I kept walking
towards the bend in the passage when I heard her raised voice and that of a
young man two doors behind me. I peeked through the keyhole and saw my wife
pointing my pistol at a relatively younger man not more than twenty-nine years
of age; I could not believe my eyes. I hesitated before entering the room; I
hid myself in a small crevice between what seemed like a sitting room and the
bedroom to listen to their conversation.
“So what if
the vice-president happens to be my husband” screamed Victoria in a tone I had
never known with her finger still around the trigger.
“You’re
married to a very powerful man and this could be really dangerous for me...” replied
the young man who was sweating profusely.
“... Besides,
I met someone and I can’t do this anymore; we have to stop.”
“I knew it;
you want me to go so you can bring in your little sluts.” Vicky was visibly
angry.
“You men are
all the same; making all sorts of excuses every time. I can’t come home tonight
darling; I have so much work to do.
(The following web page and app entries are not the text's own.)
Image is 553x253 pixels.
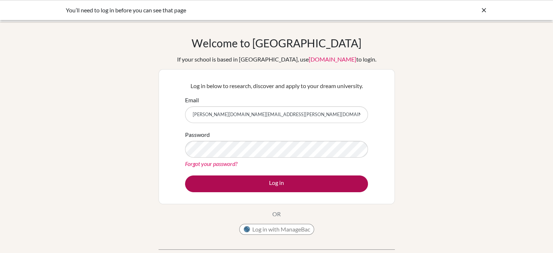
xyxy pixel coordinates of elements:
[185,130,210,139] label: Password
[185,175,368,192] button: Log in
[272,209,281,218] p: OR
[66,6,379,15] div: You’ll need to log in before you can see that page
[185,96,199,104] label: Email
[177,55,376,64] div: If your school is based in [GEOGRAPHIC_DATA], use to login.
[309,56,356,63] a: [DOMAIN_NAME]
[239,224,314,235] button: Log in with ManageBac
[192,36,361,49] h1: Welcome to [GEOGRAPHIC_DATA]
[185,81,368,90] p: Log in below to research, discover and apply to your dream university.
[185,160,237,167] a: Forgot your password?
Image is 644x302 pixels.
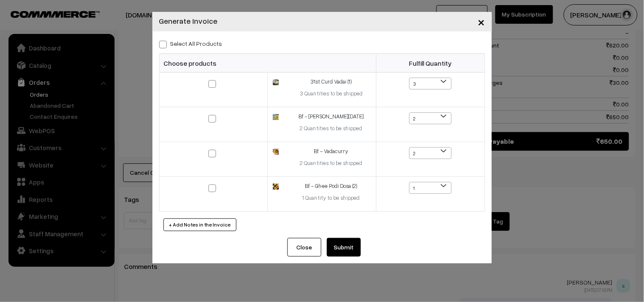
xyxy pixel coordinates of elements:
[410,148,452,160] span: 2
[409,78,452,89] span: 3
[410,78,452,90] span: 3
[291,147,371,156] div: Bf - Vadacurry
[327,238,361,257] button: Submit
[409,147,452,160] span: 2
[291,89,371,98] div: 3 Quantities to be shipped
[164,219,236,232] button: + Add Notes in the Invoice
[376,54,485,73] th: Fulfill Quantity
[291,194,371,202] div: 1 Quantity to be shipped
[291,112,371,121] div: Bf - [PERSON_NAME][DATE]
[160,16,218,27] h4: Generate Invoice
[478,14,485,29] span: ×
[471,8,492,35] button: Close
[273,184,278,189] img: 17058156623587Ghee-Podi-Dosa.jpg
[291,160,371,168] div: 2 Quantities to be shipped
[409,183,452,194] span: 1
[291,78,371,86] div: 31st Curd Vadai (1)
[291,124,371,133] div: 2 Quantities to be shipped
[410,113,452,125] span: 2
[409,112,452,124] span: 2
[273,149,278,155] img: 17444369488263vadacurry.jpg
[273,115,278,119] img: 17439290386980Pongal.jpg
[287,238,322,257] button: Close
[273,79,278,85] img: 17127572674493Cured-Vadai.jpg
[291,183,371,191] div: Bf - Ghee Podi Dosa (2)
[160,39,223,48] label: Select all Products
[410,183,452,195] span: 1
[160,54,376,73] th: Choose products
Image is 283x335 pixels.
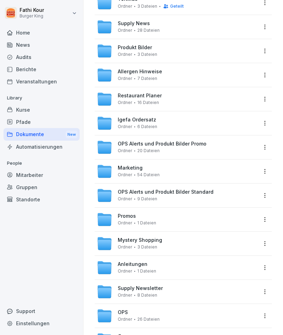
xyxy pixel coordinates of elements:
[97,91,257,107] a: Restaurant PlanerOrdner16 Dateien
[118,4,132,9] span: Ordner
[97,116,257,131] a: Igefa OrdersatzOrdner6 Dateien
[118,45,152,51] span: Produkt Bilder
[3,63,80,75] a: Berichte
[3,181,80,193] a: Gruppen
[118,221,132,225] span: Ordner
[118,124,132,129] span: Ordner
[118,28,132,33] span: Ordner
[118,100,132,105] span: Ordner
[118,141,206,147] span: OPS Alerts und Produkt Bilder Promo
[97,140,257,155] a: OPS Alerts und Produkt Bilder PromoOrdner20 Dateien
[118,261,147,267] span: Anleitungen
[137,4,157,9] span: 3 Dateien
[118,148,132,153] span: Ordner
[118,317,132,322] span: Ordner
[97,188,257,203] a: OPS Alerts und Produkt Bilder StandardOrdner9 Dateien
[118,21,150,27] span: Supply News
[170,4,184,9] span: Geteilt
[3,128,80,141] div: Dokumente
[3,305,80,317] div: Support
[118,196,132,201] span: Ordner
[3,104,80,116] a: Kurse
[97,260,257,275] a: AnleitungenOrdner1 Dateien
[118,52,132,57] span: Ordner
[118,189,213,195] span: OPS Alerts und Produkt Bilder Standard
[97,284,257,299] a: Supply NewsletterOrdner8 Dateien
[97,43,257,59] a: Produkt BilderOrdner3 Dateien
[137,76,157,81] span: 7 Dateien
[137,148,159,153] span: 20 Dateien
[118,117,156,123] span: Igefa Ordersatz
[118,245,132,250] span: Ordner
[3,116,80,128] a: Pfade
[20,7,44,13] p: Fathi Kour
[118,69,162,75] span: Allergen Hinweise
[3,158,80,169] p: People
[137,172,159,177] span: 54 Dateien
[3,27,80,39] a: Home
[66,131,77,139] div: New
[137,245,157,250] span: 3 Dateien
[3,141,80,153] a: Automatisierungen
[137,317,159,322] span: 26 Dateien
[118,310,128,315] span: OPS
[118,213,136,219] span: Promos
[118,172,132,177] span: Ordner
[137,221,156,225] span: 1 Dateien
[137,196,157,201] span: 9 Dateien
[137,100,159,105] span: 16 Dateien
[3,128,80,141] a: DokumenteNew
[118,93,162,99] span: Restaurant Planer
[97,164,257,179] a: MarketingOrdner54 Dateien
[3,51,80,63] a: Audits
[20,14,44,18] p: Burger King
[118,293,132,298] span: Ordner
[97,67,257,83] a: Allergen HinweiseOrdner7 Dateien
[118,285,163,291] span: Supply Newsletter
[97,308,257,323] a: OPSOrdner26 Dateien
[137,269,156,274] span: 1 Dateien
[3,39,80,51] a: News
[118,165,142,171] span: Marketing
[118,269,132,274] span: Ordner
[137,28,159,33] span: 28 Dateien
[137,124,157,129] span: 6 Dateien
[137,293,157,298] span: 8 Dateien
[118,237,162,243] span: Mystery Shopping
[97,212,257,227] a: PromosOrdner1 Dateien
[3,317,80,329] a: Einstellungen
[137,52,157,57] span: 3 Dateien
[97,236,257,251] a: Mystery ShoppingOrdner3 Dateien
[3,92,80,104] p: Library
[97,19,257,35] a: Supply NewsOrdner28 Dateien
[3,193,80,206] a: Standorte
[3,75,80,88] a: Veranstaltungen
[118,76,132,81] span: Ordner
[3,169,80,181] a: Mitarbeiter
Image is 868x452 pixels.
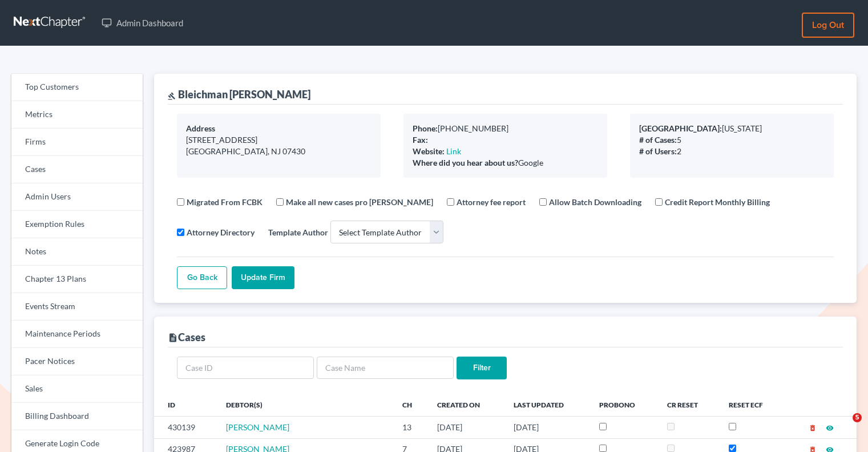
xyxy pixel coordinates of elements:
div: Cases [168,330,206,344]
label: Attorney fee report [457,196,526,208]
b: [GEOGRAPHIC_DATA]: [639,124,722,133]
label: Attorney Directory [187,226,255,239]
a: Pacer Notices [11,347,143,375]
label: Allow Batch Downloading [549,196,642,208]
label: Credit Report Monthly Billing [665,196,770,208]
b: Address [186,124,215,133]
th: Debtor(s) [217,393,393,416]
input: Filter [457,356,507,379]
b: # of Cases: [639,135,677,144]
div: Bleichman [PERSON_NAME] [168,87,310,101]
i: gavel [168,92,176,100]
a: Notes [11,239,143,265]
i: delete_forever [808,423,816,432]
th: Ch [393,393,428,416]
input: Case ID [177,356,314,379]
th: ProBono [590,393,658,416]
i: description [168,333,178,342]
td: [DATE] [504,417,590,438]
a: Billing Dashboard [11,403,143,430]
a: [PERSON_NAME] [226,422,289,432]
a: Firms [11,129,143,156]
a: Metrics [11,101,143,129]
div: [GEOGRAPHIC_DATA], NJ 07430 [186,145,371,157]
b: Where did you hear about us? [413,157,518,168]
td: 430139 [154,417,217,438]
b: # of Users: [639,146,677,156]
input: Update Firm [231,266,295,289]
th: Created On [428,393,504,416]
a: Exemption Rules [11,211,143,239]
b: Fax: [413,135,428,144]
a: Link [447,146,461,156]
th: CR Reset [658,393,719,416]
a: Top Customers [11,73,143,101]
a: Maintenance Periods [11,321,143,347]
td: [DATE] [428,417,504,438]
label: Make all new cases pro [PERSON_NAME] [286,196,433,208]
i: visibility [826,423,833,432]
a: visibility [826,422,833,432]
th: Last Updated [504,393,590,416]
a: Sales [11,375,143,403]
a: Admin Dashboard [96,13,189,33]
input: Case Name [317,356,453,379]
td: 13 [393,417,428,438]
th: ID [154,393,217,416]
div: [US_STATE] [639,123,825,134]
a: delete_forever [808,422,816,432]
th: Reset ECF [719,393,785,416]
div: 5 [639,134,825,145]
a: Log out [801,13,854,38]
b: Website: [413,146,445,156]
div: [PHONE_NUMBER] [413,123,598,134]
b: Phone: [413,124,438,133]
span: 5 [852,413,862,422]
label: Migrated From FCBK [187,196,263,208]
a: Events Stream [11,293,143,321]
a: Admin Users [11,183,143,211]
a: Go Back [177,266,227,289]
div: 2 [639,145,825,157]
div: [STREET_ADDRESS] [186,134,371,145]
a: Cases [11,156,143,183]
label: Template Author [269,226,328,239]
a: Chapter 13 Plans [11,265,143,293]
iframe: Intercom live chat [829,413,857,440]
div: Google [413,157,598,169]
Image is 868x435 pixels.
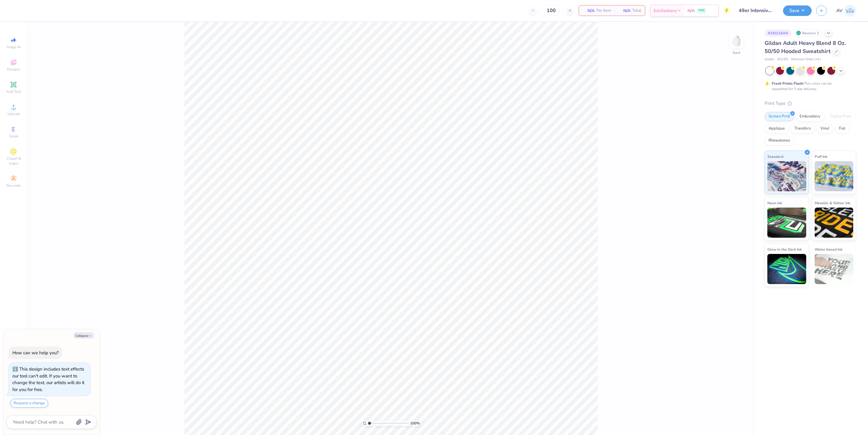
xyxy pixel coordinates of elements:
span: Per Item [596,7,612,14]
span: Designs [7,67,20,72]
div: Screen Print [764,112,794,121]
div: Vinyl [817,124,833,133]
div: This design includes text effects our tool can't edit. If you want to change the text, our artist... [12,366,84,392]
span: Est. Delivery [654,7,677,14]
span: FREE [698,9,705,12]
img: Neon Ink [767,208,806,237]
span: Total [633,7,641,14]
div: How can we help you? [12,350,59,355]
span: Gildan Adult Heavy Blend 8 Oz. 50/50 Hooded Sweatshirt [764,39,846,55]
div: Embroidery [796,112,825,121]
span: # G185 [777,57,788,62]
strong: Fresh Prints Flash: [772,81,804,86]
img: Back [730,35,743,47]
input: Untitled Design [734,4,779,17]
div: # 330216AN [764,29,791,37]
div: Digital Print [826,112,856,121]
img: Glow in the Dark Ink [767,254,806,284]
button: Collapse [74,332,93,339]
span: Metallic & Glitter Ink [814,200,851,206]
span: Decorate [7,183,21,188]
button: Request a change [10,399,49,407]
img: Standard [767,161,806,191]
span: N/A [688,7,695,14]
span: Water based Ink [814,246,843,253]
img: Metallic & Glitter Ink [814,208,854,237]
input: – – [540,5,563,16]
span: Greek [9,134,18,138]
span: Gildan [764,57,775,62]
span: N/A [583,7,595,14]
img: Puff Ink [814,161,854,191]
span: 100 % [410,421,420,426]
span: AV [836,7,843,14]
span: Standard [767,153,783,159]
span: N/A [619,7,630,14]
img: Water based Ink [814,254,854,284]
a: AV [836,5,856,17]
div: Print Type [764,100,856,107]
span: Minimum Order: 24 + [791,57,822,62]
div: Rhinestones [764,136,794,145]
img: Aargy Velasco [844,5,856,17]
span: Add Text [7,89,21,94]
div: Applique [764,124,789,133]
span: Upload [7,111,20,117]
span: Puff Ink [814,153,827,159]
span: Neon Ink [767,200,783,206]
div: Transfers [790,124,814,133]
div: Revision 2 [795,29,822,37]
span: Clipart & logos [3,156,24,166]
button: Save [783,5,811,16]
div: Foil [835,124,849,133]
div: Back [733,50,740,56]
div: This color can be expedited for 5 day delivery. [772,80,846,91]
span: Glow in the Dark Ink [767,246,802,253]
span: Image AI [7,45,21,49]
I can’t get involved honey; I’ll appear to
be condoning corruption. I’m tired baby; I had a stressful day and I have to be
up early. I can’t stay home all day grieving with you; I have to get back to
work.”
“What are you
talking about?”
“I’m talking
about my husband and all of you.”
Standing there
and listening to her, I wanted to bury my head in shame. But I had to do
something; she still had the gun pointed at the naive young man who still could
not make a head or tail of her disgruntlement. I imagined what the story would
be if the press ever get their foraging hands on this sort of information. I
imagined the various captions the print media will entitle it, the stories and
speculations that will follow; the reasons why the vice-president's wife would
have an affair and that with a much younger man.
I slowly
walked to the young man and stood beside him facing the lady I made my
matrimonial vows to on the 4th of June twenty years ago. I watched
in silence completely oblivious of everything else including whatever rubbish
the young fellow was mumbling as the tears flooded her eyes, tears I was solely
responsible for. I had not noticed that the safety of the pistol was turned off;
as the first drop of tear left the beautiful almond shaped left eye so did a
bullet leave the perfectly carved nozzle of the 1967 Dimitri Markov pistol
gifted me by the president of Cuba.
I clutched my
right chest and shut my eyes as the sweat that had formed on my forehead began
trickling down. The room fell into about three seconds of silence which was
only interrupted by a loud thud as the muscular body fell by my left side; then
the tears rained. I leaned over the body and found it was hollowed on the left
chest; felt for pulse and got none. “He’s dead” I said with as much calmness as
I could manage.
I held my wife
for the first time in six months there was a certain satisfaction to having her
head rest on my chest, something I had not felt in a while. I took a quick look
at the clock hanging beside a good looking picture of the now cold, lifeless
body lying at my feet; it was ten forty-five. I stared at the cadaver unsure
what to do with it; politics has thought me to think fast.
I rolled up my
sleeves; the task at hand demanded it. I dragged the heavy body to the far end
of the room, searched the entire room for anything that puts Vicky on the
scene, there was nothing except a song titled “Vicky” which the young man had
written her. I gathered a few valuables, all the things that had traces of my
wife including the song into a plastic bag I found by the door. I had to stage
a messy robbery.
By the time I
took a second look at the clock, I was eleven twenty-five. I had done a satisfactory
job, one I would have been proud of if there was not a dead body involved. I
put the plastic bag in the trunk of the car and headed to the dump site where I
set the contents ablaze. As the fire died down, right there at the dump site I
wept bitterly. I imagine all sorts of things but in all, none was as dreadful
as losing my family and I would do anything to prevent that from happening. So
on that day the 11th of December I, Dr. Olusegun Adebayo
vice-president of the federal republic of Nigeria covered up a murder committed
by my wife.
I returned
home to find my wife on the floor of our bedroom fast asleep still clutching a
bottle of scotch with the only evidence of its liquid content left at the
bottom. Her tears had dried with the mascara, giving her cheeks a swollen and
very dark shade. I managed to rescue the empty bottle from her without waking
her, took her shoes off and carried her to the bed. As I washed off the blood
in the shower, I felt guilty both for the murder and the preceding events.
When she woke
up in the morning, I gave her a steaming cup of coffee and some aspirin for the
inevitable hangover. I tried not to bother her with the night’s events until it
was convenient for her; I called the office to reschedule all my appointments
to the next week. I had not seen my daughter all through yesterday and at 11:33
she had not come down from her room. As I looked through Trustlyn’s door, I was
stunned by what I saw; an unmistakably younger version of my wife just the same
way I met her in the night. I could not understand what her grieve was about.